Description from
Flora of China
Chamaesyce thymifolia (Linnaeus) Millspaugh.
Herbs, annual, 10-20 cm tall. Root fibrous. Stems slender and thin, many from base, usually prostrate, 1-2(-3) mm thick, with many adventitious roots, sparsely pilose. Leaves opposite; stipules lanceolate or linear, 1-1.5 mm, easily fallen; petiole ca. 1 mm; leaf blade rounded or cordate, margin usually finely serrulate, occasionally entire, both surfaces pubescent. Cyathia single or numerous clustered and axillary, peduncle 1-2 mm, sparsely pilose; involucre campanulate to turbinate, ca. 1 × 1 mm, outside shortly pilose, marginal lobes 5, ovate; glands 4, appendage white. Male flowers few, slightly exserted from involucre. Female flower: pedicel short; ovary shortly pubescent; styles free; stigma 2-lobed.
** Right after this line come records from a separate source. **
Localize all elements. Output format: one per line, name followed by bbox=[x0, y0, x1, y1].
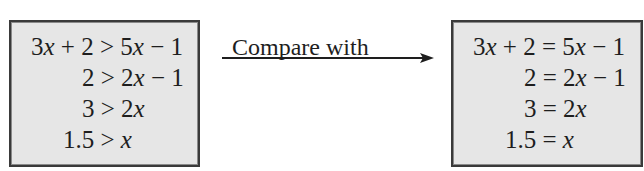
equation-line-2: 2 = 2x − 1 bbox=[524, 63, 626, 93]
equation-line-4: 1.5 = x bbox=[505, 125, 574, 155]
equation-line-1: 3x + 2 = 5x − 1 bbox=[473, 32, 625, 62]
inequality-line-4: 1.5 > x bbox=[63, 125, 132, 155]
right-arrow-icon bbox=[222, 52, 434, 64]
equation-line-3: 3 = 2x bbox=[524, 94, 587, 124]
inequality-line-2: 2 > 2x − 1 bbox=[82, 63, 184, 93]
inequality-line-3: 3 > 2x bbox=[82, 94, 145, 124]
equation-box: 3x + 2 = 5x − 1 2 = 2x − 1 3 = 2x 1.5 = … bbox=[451, 20, 643, 167]
inequality-box: 3x + 2 > 5x − 1 2 > 2x − 1 3 > 2x 1.5 > … bbox=[9, 20, 200, 167]
inequality-line-1: 3x + 2 > 5x − 1 bbox=[31, 32, 183, 62]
Capsule 3-angular-ovoid, ca. 1.5 × 1.3-1.5 mm, smooth, shortly pubescent. Seeds ovoid-tetragonal, ca. 0.7 × 0.5 mm, dark red, each side with 4 or 5 transverse furrows; caruncle absent. Fl. and fr. Jun-Nov.
This species is used medicinally.
Roadsides, grasslands, scrub, fields, very common. Fujian, Guangdong, Guangxi, Hainan, Hunan, Jiangsu, Jiangxi, Taiwan, Yunnan, Zhejiang [widely spread in warm countries of both hemispheres].